Still, spring is a temperamental season. Around town, hopeful pots of tulips enjoy one day sunning and the next packed with snow, their yellow buds cresting like the mouths of baby birds in a frozen nest. On one of the last days of March, 15 hours of whiteout suddenly cleared to a strange 9 p.m. dazzle that, after dinner, tempted me outside to enjoy a much-belated afternoon.
Spring snows are the most dramatic, mutating a Christmas-postcard image into something more absurd. Over just a few days, the sheer weight of snow turned municipal structures Seuss-like: street lamps capped with stately top hats and benches bulging with rounded bodies. Then sudden warmth melted them into surrealist shapes, tipping over and slipping away from themselves in mobile, lopsided death.
But these changes are themselves part of a longer timescale of accelerated instability. Arctic temperatures are rising an average of four times faster than on the rest of the planet, and with those swings come even more erratic weather. Spanning the long archive of Tromsø winters, the last few years have been going off-book. December brought record-setting precipitation, then March did, too. On the surrounding mountain slopes, unpredictable melts triggered an unusual number of avalanches this year.
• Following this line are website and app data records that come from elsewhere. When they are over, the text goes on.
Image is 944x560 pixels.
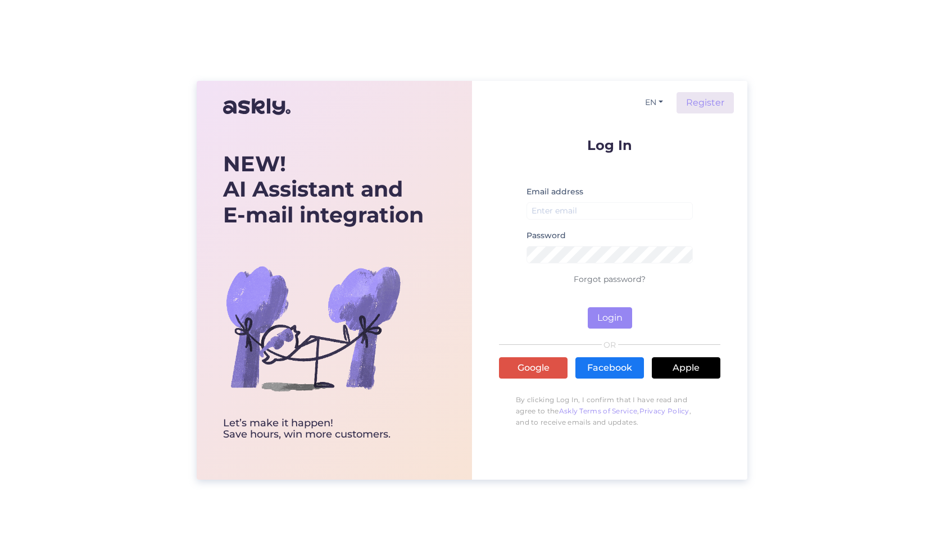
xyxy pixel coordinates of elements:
[223,238,403,417] img: bg-askly
[576,357,644,378] a: Facebook
[527,230,566,241] label: Password
[223,93,291,120] img: Askly
[602,341,618,349] span: OR
[652,357,721,378] a: Apple
[640,406,690,415] a: Privacy Policy
[500,138,721,153] p: Log In
[588,307,632,328] button: Login
[527,202,693,219] input: Enter email
[676,92,734,113] a: Register
[223,151,286,177] b: NEW!
[559,406,638,415] a: Askly Terms of Service
[527,185,584,197] label: Email address
[574,274,646,284] a: Forgot password?
[223,151,424,228] div: AI Assistant and E-mail integration
[500,357,568,378] a: Google
[223,417,424,440] div: Let’s make it happen! Save hours, win more customers.
[500,389,721,434] p: By clicking Log In, I confirm that I have read and agree to the , , and to receive emails and upd...
[641,95,668,111] button: EN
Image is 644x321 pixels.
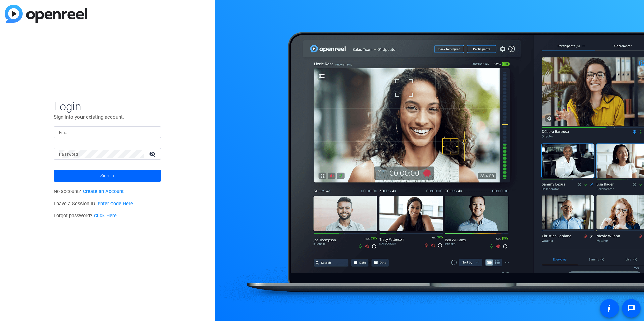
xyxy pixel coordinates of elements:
[97,201,133,206] a: Enter Code Here
[53,189,124,195] span: No account?
[4,4,87,23] img: blue-gradient.svg
[100,167,114,184] span: Sign in
[627,304,635,313] mat-icon: message
[59,128,155,136] input: Enter Email Address
[53,213,116,219] span: Forgot password?
[53,201,133,206] span: I have a Session ID.
[59,130,70,135] mat-label: Email
[53,170,161,182] button: Sign in
[59,152,78,157] mat-label: Password
[605,304,613,313] mat-icon: accessibility
[145,149,161,159] mat-icon: visibility_off
[94,213,116,219] a: Click Here
[83,189,124,195] a: Create an Account
[53,113,161,121] p: Sign into your existing account.
[53,100,161,113] span: Login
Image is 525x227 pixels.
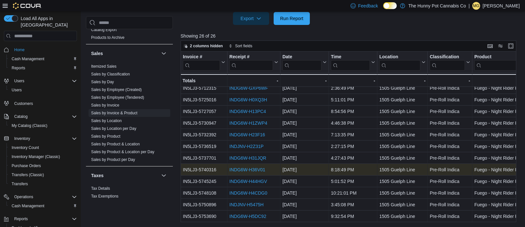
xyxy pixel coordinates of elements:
[331,77,375,84] div: -
[12,172,44,177] span: Transfers (Classic)
[430,119,470,127] div: Pre-Roll Indica
[430,54,470,70] button: Classification
[6,143,80,152] button: Inventory Count
[226,42,255,50] button: Sort fields
[9,171,47,178] a: Transfers (Classic)
[86,26,173,44] div: Products
[283,54,327,70] button: Date
[91,172,159,178] button: Taxes
[9,144,42,151] a: Inventory Count
[181,42,226,50] button: 2 columns hidden
[12,145,39,150] span: Inventory Count
[12,193,36,200] button: Operations
[283,166,327,173] div: [DATE]
[497,42,505,50] button: Display options
[380,54,426,70] button: Location
[183,107,225,115] div: IN5LJ3-5727057
[9,162,44,169] a: Purchase Orders
[14,136,30,141] span: Inventory
[230,132,265,137] a: INDG6W-H23F16
[380,96,426,103] div: 1505 Guelph Line
[91,157,135,162] span: Sales by Product per Day
[283,189,327,197] div: [DATE]
[380,84,426,92] div: 1505 Guelph Line
[331,166,375,173] div: 8:18:49 PM
[230,202,264,207] a: INDJNV-H5475H
[183,131,225,138] div: IN5LJ3-5732392
[183,177,225,185] div: IN5LJ3-5745245
[237,12,265,25] span: Export
[283,177,327,185] div: [DATE]
[469,2,470,10] p: |
[9,144,77,151] span: Inventory Count
[91,134,121,138] a: Sales by Product
[91,118,122,123] span: Sales by Location
[230,120,267,125] a: INDG6W-H1ZWP4
[380,189,426,197] div: 1505 Guelph Line
[9,122,50,129] a: My Catalog (Classic)
[6,85,80,94] button: Users
[233,12,269,25] button: Export
[430,96,470,103] div: Pre-Roll Indica
[183,142,225,150] div: IN5LJ3-5736519
[331,84,375,92] div: 2:36:49 PM
[9,202,47,210] a: Cash Management
[6,170,80,179] button: Transfers (Classic)
[12,181,28,186] span: Transfers
[430,154,470,162] div: Pre-Roll Indica
[91,35,124,40] span: Products to Archive
[331,131,375,138] div: 7:13:35 PM
[14,101,33,106] span: Customers
[18,15,77,28] span: Load All Apps in [GEOGRAPHIC_DATA]
[230,85,268,91] a: INDG6W-GXP6WF
[1,112,80,121] button: Catalog
[91,80,114,84] a: Sales by Day
[91,186,110,190] a: Tax Details
[12,154,60,159] span: Inventory Manager (Classic)
[274,12,310,25] button: Run Report
[380,54,421,60] div: Location
[430,189,470,197] div: Pre-Roll Indica
[91,64,117,69] span: Itemized Sales
[14,47,25,52] span: Home
[380,154,426,162] div: 1505 Guelph Line
[91,126,136,131] a: Sales by Location per Day
[483,2,520,10] p: [PERSON_NAME]
[383,2,397,9] input: Dark Mode
[283,131,327,138] div: [DATE]
[91,141,140,146] span: Sales by Product & Location
[9,86,24,94] a: Users
[12,215,77,222] span: Reports
[230,167,265,172] a: INDG6W-H36V01
[9,86,77,94] span: Users
[183,77,225,84] div: Totals
[91,111,137,115] a: Sales by Invoice & Product
[9,55,47,63] a: Cash Management
[91,102,119,108] span: Sales by Invoice
[6,161,80,170] button: Purchase Orders
[430,177,470,185] div: Pre-Roll Indica
[9,55,77,63] span: Cash Management
[283,200,327,208] div: [DATE]
[283,107,327,115] div: [DATE]
[1,76,80,85] button: Users
[331,189,375,197] div: 10:21:01 PM
[230,54,273,60] div: Receipt #
[9,202,77,210] span: Cash Management
[430,77,470,84] div: -
[91,193,119,199] span: Tax Exemptions
[380,107,426,115] div: 1505 Guelph Line
[12,203,44,208] span: Cash Management
[183,200,225,208] div: IN5LJ3-5750896
[86,184,173,202] div: Taxes
[12,65,25,70] span: Reports
[12,163,41,168] span: Purchase Orders
[1,214,80,223] button: Reports
[283,84,327,92] div: [DATE]
[91,149,155,154] span: Sales by Product & Location per Day
[160,49,168,57] button: Sales
[283,54,322,60] div: Date
[331,212,375,220] div: 9:32:54 PM
[331,119,375,127] div: 4:46:38 PM
[12,135,77,142] span: Inventory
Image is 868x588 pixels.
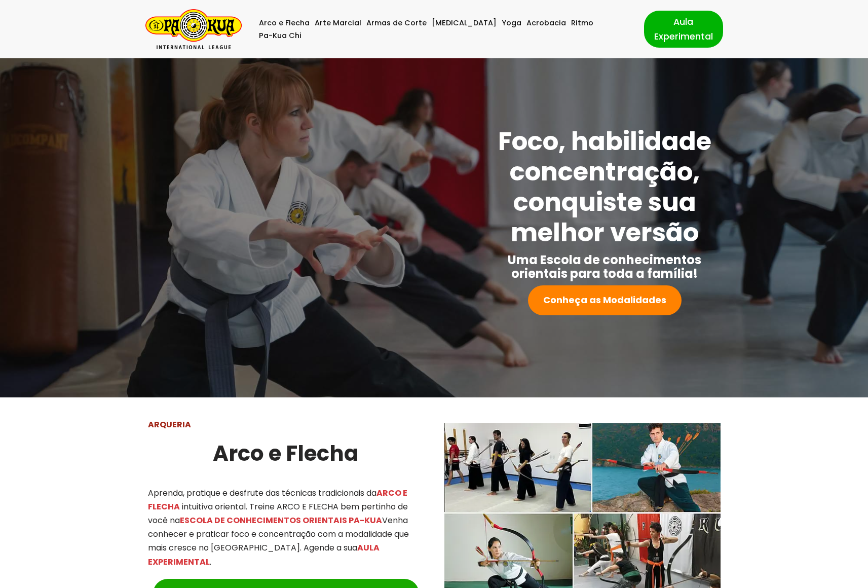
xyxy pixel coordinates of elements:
[432,17,496,30] a: [MEDICAL_DATA]
[315,17,361,30] a: Arte Marcial
[180,514,382,526] mark: ESCOLA DE CONHECIMENTOS ORIENTAIS PA-KUA
[366,17,427,30] a: Armas de Corte
[148,487,407,512] mark: ARCO E FLECHA
[259,30,302,42] a: Pa-Kua Chi
[528,285,681,315] a: Conheça as Modalidades
[145,9,242,49] a: Pa-Kua Brasil Uma Escola de conhecimentos orientais para toda a família. Foco, habilidade concent...
[148,542,380,567] mark: AULA EXPERIMENTAL
[498,123,711,250] strong: Foco, habilidade concentração, conquiste sua melhor versão
[257,17,629,42] div: Menu primário
[527,17,566,30] a: Acrobacia
[259,17,310,30] a: Arco e Flecha
[148,419,191,430] strong: ARQUERIA
[543,294,666,306] strong: Conheça as Modalidades
[571,17,593,30] a: Ritmo
[148,486,424,568] p: Aprenda, pratique e desfrute das técnicas tradicionais da intuitiva oriental. Treine ARCO E FLECH...
[644,11,723,47] a: Aula Experimental
[501,17,522,30] a: Yoga
[508,251,701,281] strong: Uma Escola de conhecimentos orientais para toda a família!
[213,438,359,468] strong: Arco e Flecha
Ice is also at the center of a global story. Arctic sea ice, which helps regulate planetary temperatures, is currently going extinct—and the Arctic Ocean may experience its first ice-free summer day as soon as 2027. As this cooling mechanism disappears, our oceans and atmosphere are changing in ways we still don’t understand, with some consequences we know and many more we can’t foresee.
* * *
Two weeks after my fateful fall, I got a call from an orthopedic surgeon. My shoulder was in fact fractured. Luckily, it wasn’t displaced, so all I have to do is wait four more weeks until it’s healed. The important thing is to not slip again. So, after months of gaining confidence traversing the lingua glacies, I’m treading even more carefully over the shifting ground. In the waking liveliness of this season, it feels wrong to slow down. But it has given me an opportunity to watch the patterns of this Arctic spring.
Just yesterday morning, I stopped to sit on a bench in the snow-rimmed town square. It was a bright and biting day, and I held my collar high against a fresh, expansive wind. Just a stone’s throw from the harbor, I could hear barking seagulls and the occasional ship-horn as I watched passers-by rush to work, sudden gusts lifting their scarves behind them like sails.
Then a great hooded crow touched down next to me, dropping a green tennis ball-like object from its mouth. After a few hasty pecks, it flew off. As the object rolled toward me, I realized it was a spiked sea urchin, its fleshy center pecked out. As the fisted shell settled at my foot, it tossed up a fragrance rich with sea-complexity. If this was a sign, it was impossible to read. Is spring in Tromsø the crow’s urchin-eating season? Or was this a summer cue, arriving in this erratic world far too soon?
Without the context of prior Arctic springs, I could only guess. So I chose to take it as a more neutral reminder: to try my best not to miss the revelations of this novel world as it emerges around me.